As of late Wednesday, cryptocurrency-tracking site CoinMarketCap listed Bitcoin as down 4.26 percent, Ethereum down 9 percent, XRP down 9.95 percent, and Bitcoin Cash down 10.54 percent in the last 24 hours. Of all the major cryptocurrencies listed on the site’s front page, a mere handful had gained value, with the vast majority posting losses.
Screenshot: CoinMarketCap
CNBC wrote:
At around 10:23 a.m. HK/SIN, bitcoin had fallen nearly 5 percent to $6,303, while XRP and ethereum both tanked over 10 percent, according to data from Coinmarketcap.com. It’s not unusual to see bitcoin lead other digital tokens lower.
… Bitcoin, XRP and ethereum have not recovered to the record highs seen toward the end of 2017 and beginning of this year. On Thursday, bitcoin was more than 68 percent off of its record high of $19,783.21, which it hit on Dec. 17 of last year.
Last month, Bloomberg reported that the MVIS CryptoCompare Digital Assets 10 Index had plummeted 80 percent from its high in January, exceeding the “Nasdaq Composite Index’s 78 percent peak-to-trough decline after the dot-com bubble burst in 2000.” Markets.com’s chief market analyst in London, Neil Wilson, warned the news agency that “It just shows what a massive, speculative bubble the whole crypto thing was—as many of us at the time warned.”
Other analysts have issued similar warnings as of late, saying that the cryptocurrency market could be heading for an imminent implosion. As CNBC noted, the International Monetary Fund recently issued a report containing a dire advisory that continued rapid growth in cryptocurrencies could “create new vulnerabilities in the international financial system.”
In the past year, U.S. regulators like the Securities and Exchange Commission have (slowly) begun cracking down on suspected fraudsters in the crypto market, while their overseas counterparts in places like China have been far more aggressive. Cameron and Tyler Winklevoss, the twin brothers who once sued Facebook founder Mark Zuckerberg before investing heavily in cryptocurrency, had their bid to create the first-ever bitcoin exchange-traded fund shot down by the SEC earlier this year.

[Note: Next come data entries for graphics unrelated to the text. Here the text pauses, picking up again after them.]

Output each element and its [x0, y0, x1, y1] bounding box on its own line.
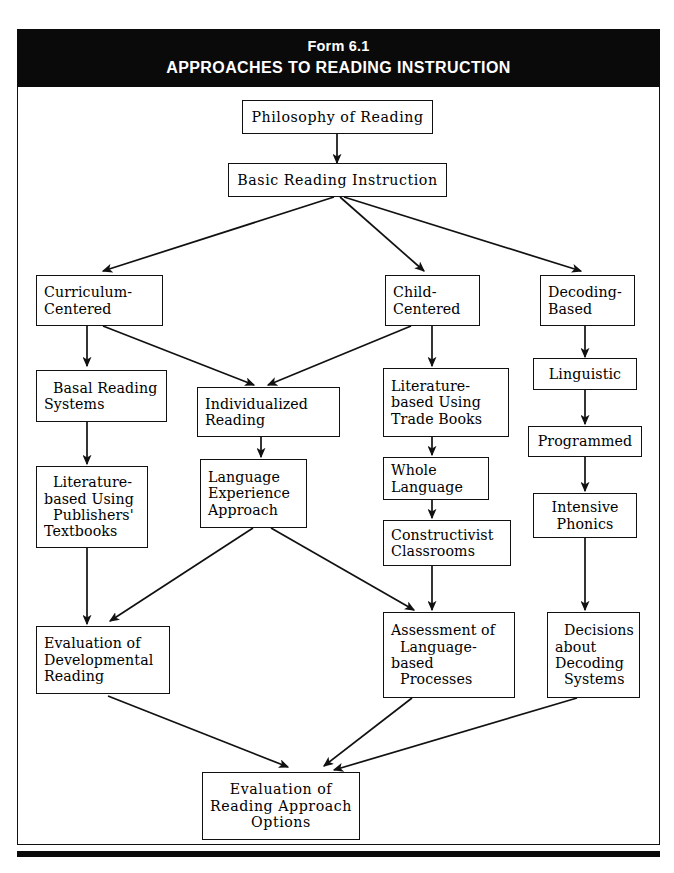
- node-line: Constructivist: [391, 527, 494, 543]
- node-line: Experience: [208, 485, 290, 501]
- node-programmed[interactable]: Programmed: [528, 426, 642, 457]
- node-constructivist-classrooms[interactable]: Constructivist Classrooms: [383, 520, 511, 566]
- node-basic-reading-instruction[interactable]: Basic Reading Instruction: [228, 163, 447, 197]
- node-line: Centered: [393, 301, 461, 317]
- bottom-rule: [17, 851, 660, 857]
- node-line: Decoding-: [548, 284, 622, 300]
- node-individualized-reading[interactable]: Individualized Reading: [197, 387, 340, 437]
- node-line: Classrooms: [391, 543, 475, 559]
- node-line: Trade Books: [391, 411, 482, 427]
- node-line: based Using: [44, 491, 134, 507]
- node-line: Options: [251, 814, 311, 830]
- node-language-experience-approach[interactable]: Language Experience Approach: [200, 459, 307, 528]
- node-line: Publishers': [44, 507, 134, 523]
- node-line: Basal Reading: [44, 380, 157, 396]
- node-line: Assessment of: [391, 622, 495, 638]
- node-intensive-phonics[interactable]: Intensive Phonics: [533, 493, 637, 538]
- node-assessment-of-language-based-processes[interactable]: Assessment of Language- based Processes: [383, 612, 515, 698]
- node-line: Centered: [44, 301, 112, 317]
- node-line: Reading Approach: [210, 798, 352, 814]
- node-line: Processes: [391, 671, 472, 687]
- node-literature-based-trade-books[interactable]: Literature- based Using Trade Books: [383, 368, 509, 437]
- node-line: Language-: [391, 639, 477, 655]
- node-line: based: [391, 655, 434, 671]
- node-basal-reading-systems[interactable]: Basal Reading Systems: [36, 370, 167, 422]
- node-line: Evaluation of: [230, 781, 332, 797]
- node-line: Programmed: [538, 433, 633, 449]
- node-line: Child-: [393, 284, 437, 300]
- node-line: Language: [208, 469, 280, 485]
- node-line: Decisions: [555, 622, 634, 638]
- node-line: Curriculum-: [44, 284, 132, 300]
- node-decoding-based[interactable]: Decoding- Based: [540, 275, 635, 326]
- node-philosophy-of-reading[interactable]: Philosophy of Reading: [242, 100, 433, 134]
- node-line: Systems: [555, 671, 625, 687]
- form-number: Form 6.1: [307, 39, 369, 55]
- node-line: Decoding: [555, 655, 624, 671]
- node-linguistic[interactable]: Linguistic: [533, 358, 637, 390]
- node-line: Linguistic: [549, 366, 621, 382]
- node-curriculum-centered[interactable]: Curriculum- Centered: [36, 275, 163, 326]
- node-line: Whole: [391, 462, 437, 478]
- node-line: Philosophy of Reading: [251, 109, 423, 125]
- form-page: Form 6.1 APPROACHES TO READING INSTRUCTI…: [0, 0, 674, 873]
- node-line: Developmental: [44, 652, 153, 668]
- node-line: Literature-: [391, 378, 470, 394]
- node-evaluation-of-developmental-reading[interactable]: Evaluation of Developmental Reading: [36, 626, 170, 694]
- node-decisions-about-decoding-systems[interactable]: Decisions about Decoding Systems: [547, 612, 640, 698]
- node-line: Evaluation of: [44, 635, 140, 651]
- node-line: Intensive: [551, 499, 618, 515]
- node-line: Reading: [44, 668, 104, 684]
- node-line: about: [555, 639, 596, 655]
- node-line: Approach: [208, 502, 278, 518]
- node-whole-language[interactable]: Whole Language: [383, 457, 489, 500]
- node-line: Basic Reading Instruction: [237, 172, 437, 188]
- node-line: based Using: [391, 394, 481, 410]
- form-title: APPROACHES TO READING INSTRUCTION: [166, 59, 510, 77]
- node-line: Language: [391, 479, 463, 495]
- node-evaluation-of-reading-approach-options[interactable]: Evaluation of Reading Approach Options: [202, 772, 360, 840]
- node-line: Individualized: [205, 396, 308, 412]
- node-literature-based-publishers-textbooks[interactable]: Literature- based Using Publishers' Text…: [36, 466, 148, 548]
- form-header-banner: Form 6.1 APPROACHES TO READING INSTRUCTI…: [17, 29, 660, 87]
- node-line: Literature-: [44, 474, 132, 490]
- node-line: Textbooks: [44, 523, 117, 539]
- node-line: Systems: [44, 396, 105, 412]
- node-child-centered[interactable]: Child- Centered: [385, 275, 480, 326]
- node-line: Based: [548, 301, 592, 317]
- node-line: Reading: [205, 412, 265, 428]
- node-line: Phonics: [557, 516, 614, 532]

As CNBC noted, regulators reviewing the Winklevoss proposal were particularly concerned that bitcoin was susceptible to fraud and market manipulation. On Wednesday, Reuters reported that theft in the form of “hacking of exchanges and trading platforms” had risen 250 percent in the first nine months of 2018 from the prior year, with total losses estimated at $927 million.
The cryptocurrency boom-and-bust cycle is nothing new, and as the Wall Street Journal reported last month, seasoned cryptocurrency investors tend to “remain sanguine about the market’s long-term potential, pointing to its short but turbulent history.” (A common talking point is that anyone who bought in years ago when prices were far lower would still have made immense profits, though one might point out that a lot of other people were left holding the bag.) A quick survey of posts on cryptocurrency’s Reddit board and industry publications indicated that some are blaming a bad day in the stock market. Others pointed the finger at deliberate manipulation by a “whale,” one of an estimated 1,000 or so investors believed to collectively control 40 percent of all bitcoins, or just a “sensationalist narrative” in the media for the downturn.
It is, of course, possible that this specific downturn is a blip on the radar, though do keep in mind that CoinMarketCap measured the cryptocurrency market cap at just over $835 billion earlier this year. At the time of this writing, it stands at below $205 billion.